We have noted that the association between IBS and the risk of Parkinson’s disease is significant and the risk increased with age. There is an excess incidence of 71 % for the elderly IBS cases compared with the elderly without IBS. For the elderly with these GI symptoms, it is necessary to pay attention to the potential of developing Parkinson’s disease among them. We performed further data analysis and found 98.95 % of IBS cases had been diagnosed from the outpatient care, with an incidence of 16.0 per 10,000 person-years for Parkinson’s disease. On the other hand, the incidence of Parkinson’s disease was 48.8 per 10,000 person-years in IBS cases diagnosed from inpatients. Inpatients could be more serious and at higher risk of Parkinson’s disease.

Some limitations exist in this database. First, IBS diagnosis requires multiple criteria and involves ruling out diseases or IBS-like symptoms. A screening colonoscopy is recommended. Among patients with IBS, only 6,536 (27.38 %) of cases had undergone colonoscopy in this study. We could not obtain the information on colonoscopic findings in patients with suspected IBS from the insurance claims data if they have not undergone colonoscopy. Therefore, it could lead to misclassification of IBS with other gastro-intestinal symptoms including but not limited to constipation, gastroparesis, and other non-syndromic symptoms. We rely on physicians’ ability to make a correct IBS diagnosis. The IBS diagnosis based on ICD-9 codes has been validated in a previous study on the risk erectile dysfunction in men with IBS using the same database [21]. The misclassification could also happen for Parkinson’s disease to a lesser extent due to the same limitation. Second, other non-motor symptoms of Parkinson’s disease might not be clearly documented in this database. Therefore, we were unable to clarify the temporal association between the occurrence of IBS and the onset of other non-motor symptoms. Third, the information on body mass index, alcohol drinking and cigarette smoking were not available from the insurance claims data. Although we tried to define obesity, alcoholism and tobacco use by ICD-9 codes, the sizes of subjects were too small to determine a clinical significance (data not shown). Last, the number of outpatient visits and number of hospitalizations per person were higher in the IBS group than in the non-IBS group, with statistic significance. Thus, medical surveillance bias should be considered. That is, IBS patients might tend to notice their body changes and could have higher probability to get a diagnosis with Parkinson’s disease in the clinical practice. Despite the mutual mechanism between IBS and Parkinson’s disease is still unknown and it is not easy to draw any causal link so far, therefore, one has to be careful when interpreting the results.

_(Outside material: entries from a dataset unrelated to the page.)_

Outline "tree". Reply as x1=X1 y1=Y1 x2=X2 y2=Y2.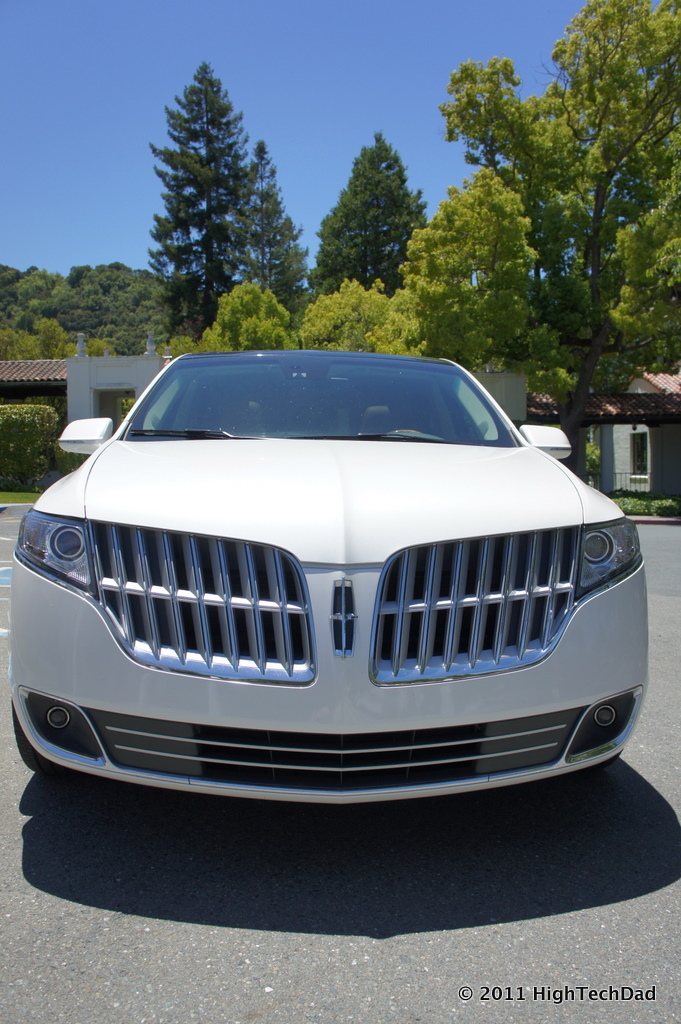
x1=306 y1=134 x2=423 y2=304.
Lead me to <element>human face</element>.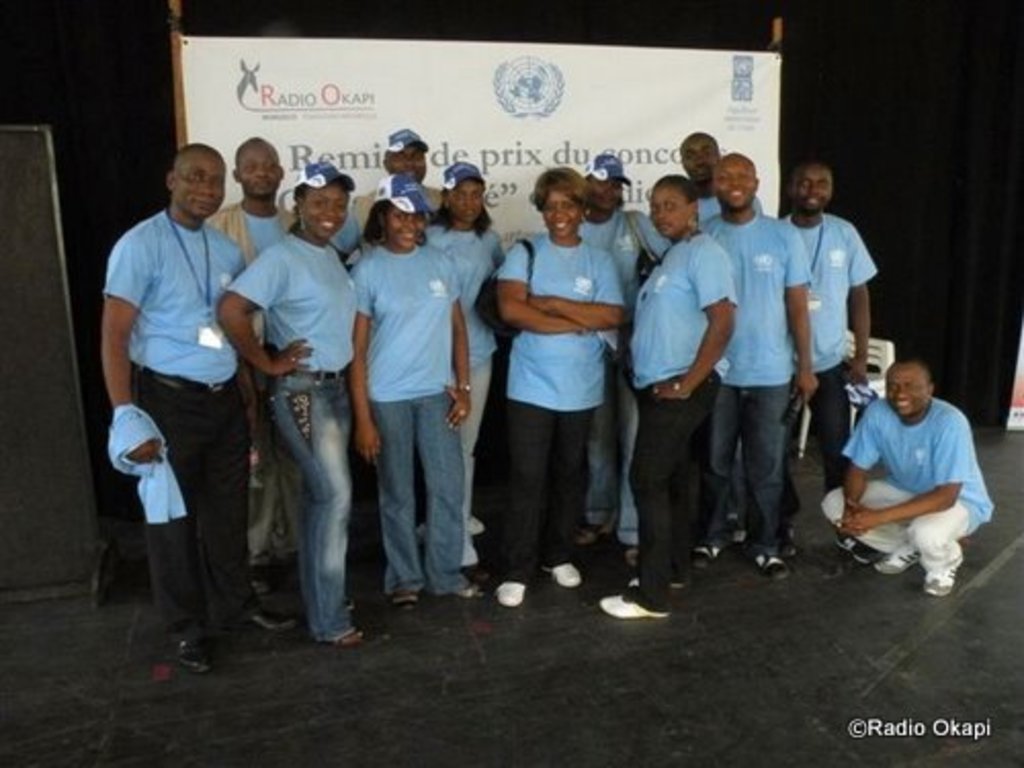
Lead to detection(885, 367, 928, 412).
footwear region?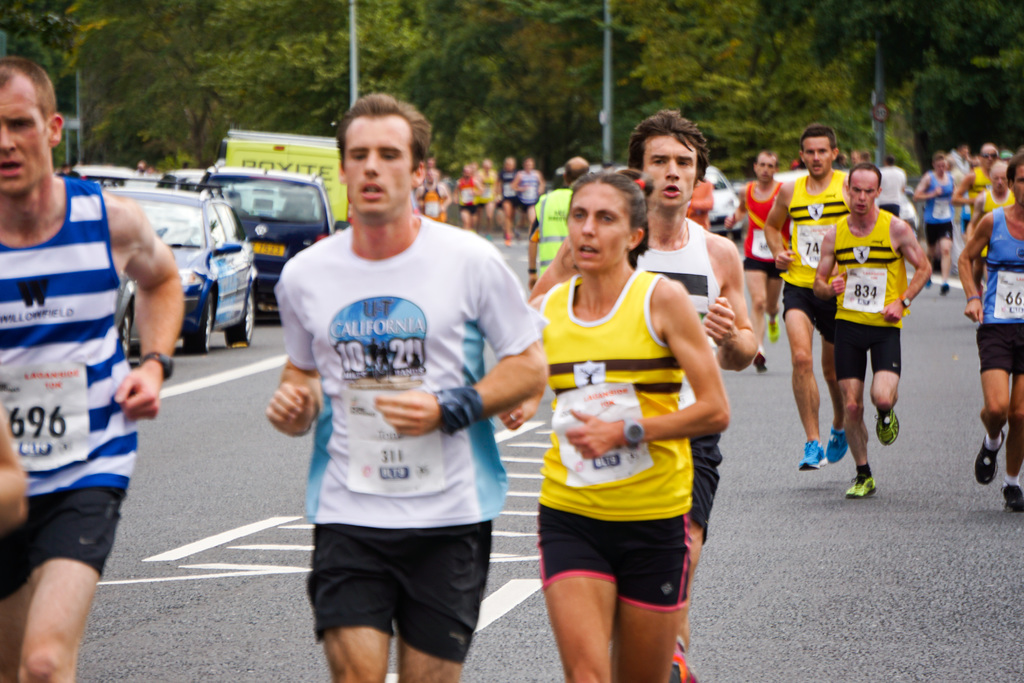
873/407/899/444
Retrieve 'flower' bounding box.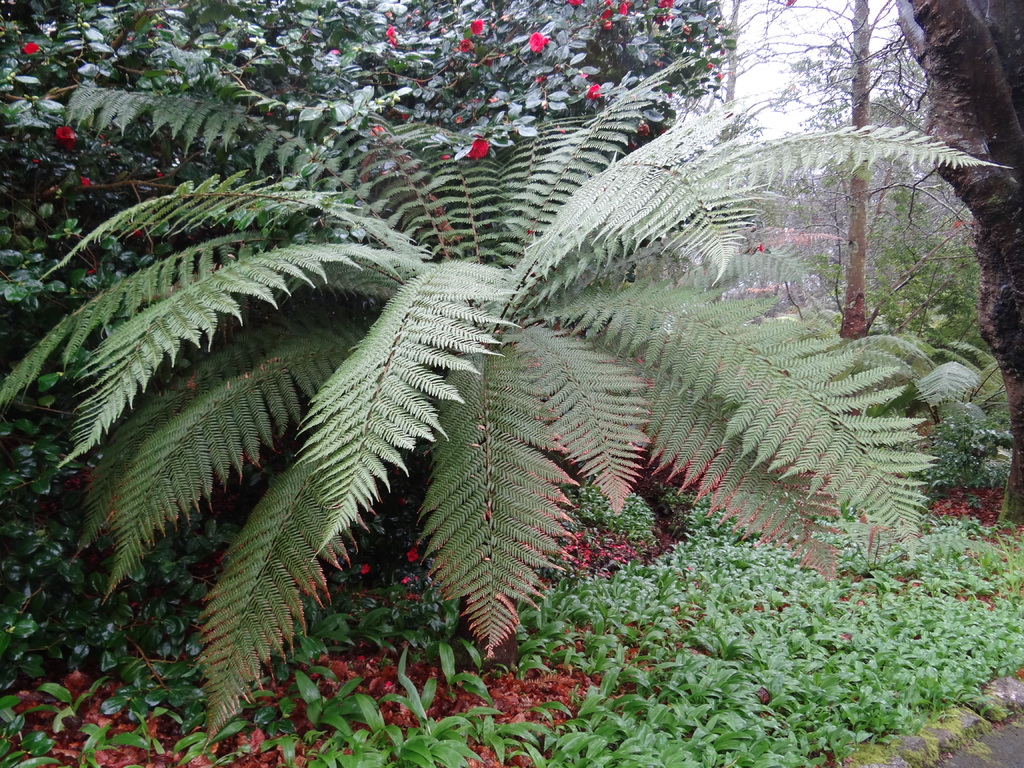
Bounding box: 77,174,95,189.
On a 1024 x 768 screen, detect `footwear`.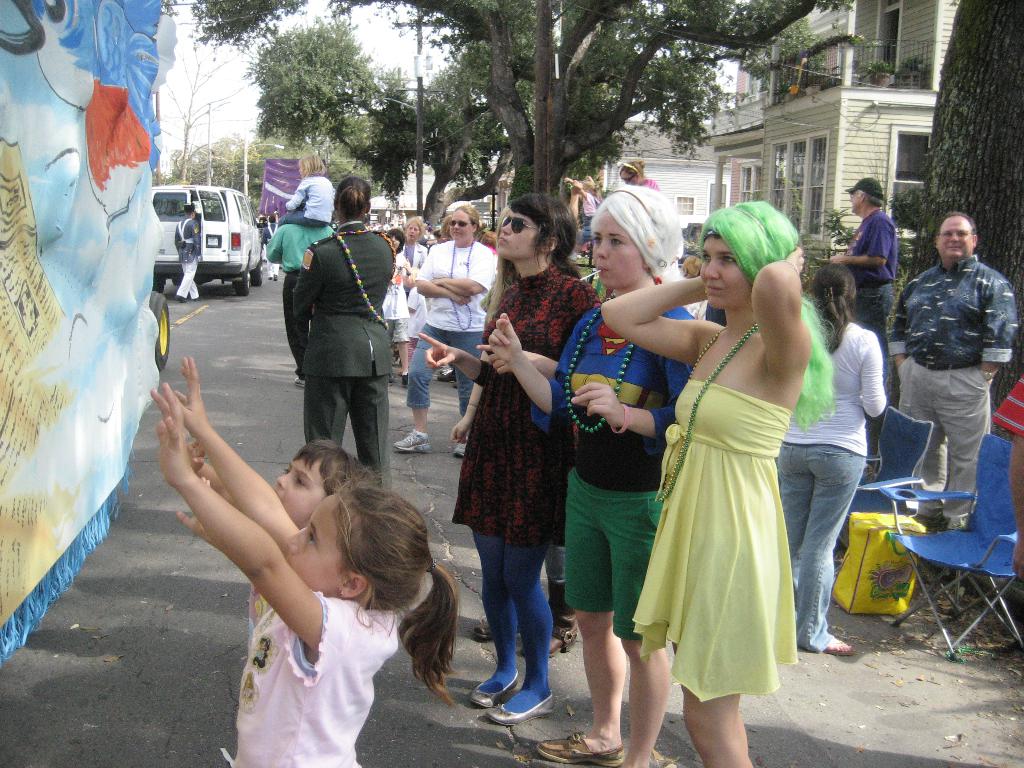
box(439, 369, 453, 378).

However, the strength of the present study is using a large number of population and it is dealing with an important issue of general concern for medicine and public health. In order to reduce bias, subjects with a diagnosis of Parkinson’s disease before the date of diagnosing IBS were excluded from the study. Therefore, all the IBS patients were diagnosed before the diagnosis of Parkinson’s disease. To increase the diagnosing accuracy, only those who had received medical care for IBS and Parkinson’s disease for at least three times, including outpatient visits and/or hospitalizations, were included in this study. Hence, the statistical analysis is relevant and strengthens the study.

This present study suggests that patients with irritable bowel syndrome are at an increased risk of developing Parkinson’s disease in Taiwan. Further studies are required to explore the pathophysiological connection between these disorders and to investigate whether an early intervention to irritable bowel syndrome could alter the natural course of Parkinson’s disease.